3.9 ‘readn’, ‘writen’, and ‘readline’ Functions

  • Stream sockets(e.g., TCP sockets) exhibit a behavior with the read and write functions that differs from normal file I/O. A read or write on a stream socket might input or output fewer bytes than requested, but this is not an error condition. The reason is that buffer limits might be reached for the socket in the kernel. All that is required to input or output the remaining bytes is for the caller to invoke the read or write function again. This scenario is always a possibility on a stream socket with read, but is normally seen with write only if the socket is nonblocking.
  • We provide the following three functions that we use whenever we read from or write to a stream socket:
#include "unp.h"
ssize_t readn(int filedes, void *buff, size_t nbytes);
ssize_t writen(int filedes, const void *buff, size_t nbytes);
ssize_t readline(int filedes, void *buff, size_t maxlen);
All return: number of bytes read or written, –1 on error

  • Our three functions look for the error EINTR and continue reading or writing if the error occurs. We handle the error here, instead of forcing the caller to call readn or writen again.
  • Our readline function is very inefficient since it calls the system’s read function once for every byte of data. When faced with the desire to read lines from a socket, it is tempting to turn to the standard I/O library(“stdio”). We will discuss this approach in Section 14.8, but it is dangerous: The same stdio buffering that solves this performance problem creates numerous logistical problems that can lead to well-hidden bugs in your application.
  • The reason is that the state of the stdio buffers is not exposed. Consider a line-based protocol between a client and a server, where several clients and servers using that protocol may be implemented over time. Good “defensive programming” techniques require these programs to not only expect their counterparts to follow the network protocol, but to check for unexpected network traffic as well. Such protocol violations should be reported as errors so that bugs are noticed and fixed (and malicious attempts are detected as well), and also so that network applications can recover from problem traffic and continue working if possible. Using stdio to buffer data for performance flies in the face of these goals since the application has no way to tell if unexpected data is being held in the stdio buffers at any given time.
  • There are many line-based network protocols such as SMTP, HTTP, the FTP control connection protocol and finger. So, the desire to operate on lines is strong. Advice is to think in terms of buffers and not lines: read buffers of data, and if a line is expected, check the buffer to see if it contains that line.

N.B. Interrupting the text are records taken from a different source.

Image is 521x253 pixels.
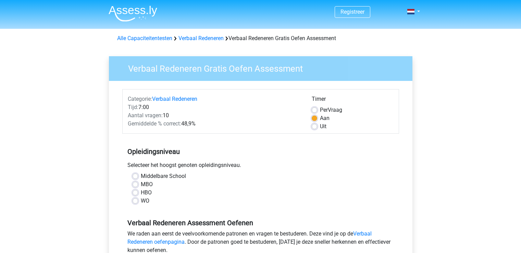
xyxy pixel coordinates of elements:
h5: Verbaal Redeneren Assessment Oefenen [127,219,394,227]
span: Categorie: [128,96,152,102]
a: Verbaal Redeneren [152,96,197,102]
label: Uit [320,122,327,131]
div: Timer [312,95,394,106]
label: Vraag [320,106,342,114]
div: 7:00 [123,103,307,111]
a: Verbaal Redeneren [179,35,224,41]
label: HBO [141,188,152,197]
span: Tijd: [128,104,138,110]
span: Per [320,107,328,113]
label: Aan [320,114,330,122]
div: Selecteer het hoogst genoten opleidingsniveau. [122,161,399,172]
div: 10 [123,111,307,120]
label: MBO [141,180,153,188]
h3: Verbaal Redeneren Gratis Oefen Assessment [120,61,407,74]
a: Registreer [341,9,365,15]
div: Verbaal Redeneren Gratis Oefen Assessment [114,34,407,42]
span: Aantal vragen: [128,112,163,119]
div: 48,9% [123,120,307,128]
a: Alle Capaciteitentesten [117,35,172,41]
label: Middelbare School [141,172,186,180]
h5: Opleidingsniveau [127,145,394,158]
label: WO [141,197,149,205]
img: Assessly [109,5,157,22]
span: Gemiddelde % correct: [128,120,181,127]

  • Figure 3.18 shows a faster version of the readline function, which uses its own buffering rather than stdio buffering. The state of readline’s internal buffer is exposed, so callers have visibility into exactly what has been received.
  • 2–21
    The internal function my_read reads up to MAXLINE characters at a time and then returns them, one at a time.
  • 29
    The only change to the readline function itself is to call my_read instead of read.
  • 42–48
    A new function, readlinebuf, exposes the internal buffer state so that callers can check and see if more data was received beyond a single line.
  • By using static variables in readline.c to maintain the state information across successive calls, the functions are not re-entrant or thread-safe. We will discuss this in Sections 11.18 and 26.5. We will develop a thread-safe version using thread-specific data in Figure 26.11.

3.10 Summary

Exercises 3.1

Why must value-result arguments such as the length of a socket address structure be passed by reference?

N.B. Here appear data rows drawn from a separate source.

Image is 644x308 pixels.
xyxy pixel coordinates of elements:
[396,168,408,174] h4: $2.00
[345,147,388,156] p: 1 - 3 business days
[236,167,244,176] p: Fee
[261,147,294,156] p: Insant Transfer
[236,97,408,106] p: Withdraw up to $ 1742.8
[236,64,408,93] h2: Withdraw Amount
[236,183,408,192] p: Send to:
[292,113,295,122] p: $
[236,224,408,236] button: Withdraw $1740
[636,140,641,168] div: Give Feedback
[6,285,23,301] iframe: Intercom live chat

  • In C, a function cannot change the value of an argument that is passed by value. For a called function to modify a value passed by the caller requires that the caller pass a pointer to the value to be modified.

Exercises 3.2

Why do both the readn and writen functions copy the void* pointer into a char* pointer?

  • The pointer must be incremented by the number of bytes read or written, but C does not allow a void pointer to be incremented since the compiler does not know the datatype pointed to.